New Democrat's Unaffordable Luxury

If America is to come bounding back, it needs further trade liberalisation. And few parts of the country are more dependent on freer markets than high-technology regions. US computer- and chip-makers need to sell more abroad to grow. So do information technology service providers and their customers, banks and insurance groups.

One of the Bush administration's goals for the World Trade Organisation's Doha round is to get countries that maintain barriers hurting high-tech regions to reduce them. Yet Silicon Valley's Anna Eshoo, the congresswoman representing the region that is the epitome of high technology, has not, at this writing, yet decided whether she will support legislation crucial to the Doha round's success. Ms Eshoo is sitting on the fence about the Trade Promotion Authority, which would grant administration negotiators the power to conclude trade treaties, confining Congress's say to veto power. This is despite the fact that Ms Eshoo is a centrist New Democrat and has been pro-trade.

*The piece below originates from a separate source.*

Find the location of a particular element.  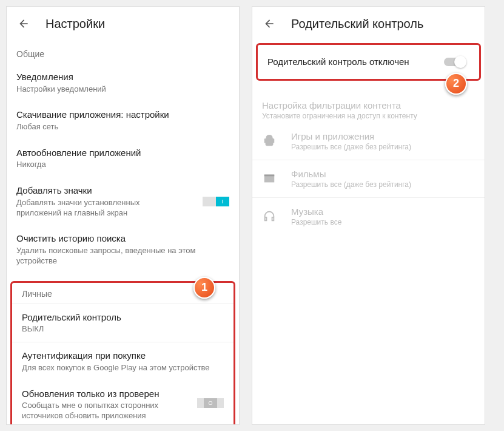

Nor is Ms Eshoo alone: some other New Democrats, especially those from the high-tech west coast, have not promised to support the legislation. Because the vote, which may come as soon as this week, will be a tight one, their hesitation may well kill TPA.

The obvious and most discussed explanation for the New Democrats' reluctance is partisan politics. New Democrats are still Democrats. The House leadership is Republican. But additional institutional and cultural factors are also at work here.

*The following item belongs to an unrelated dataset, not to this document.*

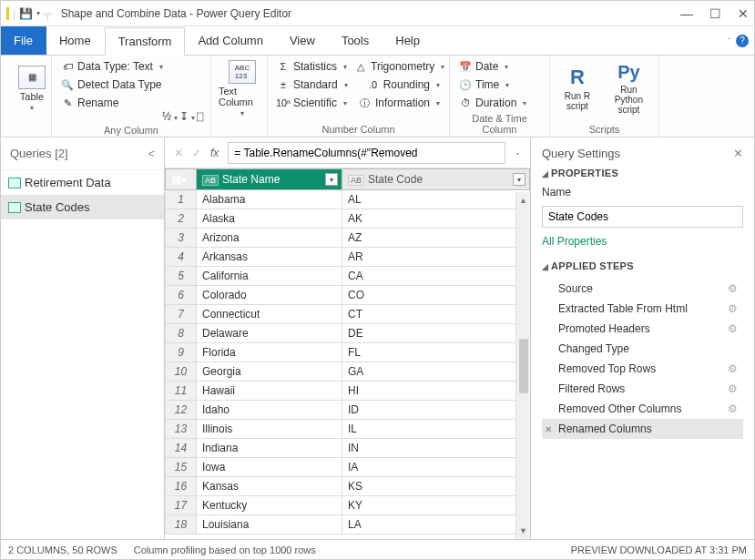 Image resolution: width=755 pixels, height=560 pixels. What do you see at coordinates (643, 241) in the screenshot?
I see `all-properties-link: All Properties` at bounding box center [643, 241].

The first is the power of America's unions, which oppose TPA vehemently. This may not matter because the sort of high-tech regions that these lawmakers represent are not, typically, heavily unionised. They are, on the contrary, often filled with non-union service workers.

Still, unions have outsize influence with even New Democrats. In the recent election cycle, Ms Eshoo, for example, received support from numerous unions, according to Federal Election Committee data. Among the donors have been the Amalgamated Transit Union, the United Mine Workers, the United Auto Workers and the Sheet Metal Workers.

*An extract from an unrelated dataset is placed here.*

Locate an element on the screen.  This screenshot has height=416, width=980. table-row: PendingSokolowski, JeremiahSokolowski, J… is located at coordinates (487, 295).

Zoe Lofgren, another Californian New Democrat who has prevaricated on TPA, received cash from the American Federation of State, County and Municipal Employees, the International Brotherhood of Electrical Workers and the United Food and Commercial Workers. Adam Smith, a New Democrat from Washington state, who voted against the House version of TPA over the winter, has received similar union support.

A less visible form of union aid, non-cash help, is also vital to the New Democrats. Whether through posters, "get out the vote" drives or manning telephone banks, the unions routinely provide infrastructure for political campaigns. That infrastructure may disappear with union disapproval.

The second reason New Democrats are acting like trade hawks is a simple one: their constituents are not pushing them to act that way. This sounds paradoxical. Washington state, Mr Smith's home, is the most trade-dependent state in the nation. What is more, the average big New Democrat donor owes his fortune to an environment of free trade. But, born and bred as they have been in an era of economic freedom, citizens on the west coast and in other high-tech locales tend to take open markets for granted. Not so abortion, civil rights, the protection of the environment or social benefits. In the case of TPA, the New Democrats want more cash for displaced workers. These are the issues they insist lawmakers achieve results on.

But what about donors who do recognise the primacy of trade to prosperity? Why do they tolerate a non-trade agenda? Here the coolness factor comes into play. If all the people you know and socialise with are Democrats, you tend to be a Democrat too. Intellectuals, professors - the sort of people techies grew up with, or are married to - are Democrats. There is also the attitude, a product of the 1990s, that all the new wealth is somehow dirty and must be redeemed through collective social projects. This is despite the fact that, over the past 18 months, the simple sustaining of growth has become far more urgent than the building of any utopia.

The net effect of such constituent attitudes is that lawmakers have a number of pressures on them to support protectionism and few to fight tooth and nail for the abstraction of freer trade. There simply is no strong "Coalition for Openness" galvanising Washington.

Nevertheless, if Silicon Valley and other high-tech areas are to continue to grow as they did in the 1990s, they will need freer trade. As the Information Technology Association of America noted recently, the US IT market grew 1 per cent last year, while it grew 10 per cent in India, China, and Brazil. But with TPA, more is at stake than the growth of a sub-sector of high technology. This spring, the US took two damaging protectionist steps on trade. The first was to protect "Big Steel". The second was to protect agriculture. Both these measures will slow recovery. It is certainly the wrong moment for a third protectionist step, which is what the failure of TPA would amount to.

Persistent protectionism, as the historians are recalling this week, is one of the few policies that can practically guarantee that a slowdown becomes something more serious. Seventy-odd years ago, the US Congress helped to ensure the Great Depression by passing the now-infamous Smoot-Hawley Tariff Act.

It would be hyperbole to equate that moment with the current one. Still, blocking TPA is myopic and a dangerous luxury inappropriate to the current era.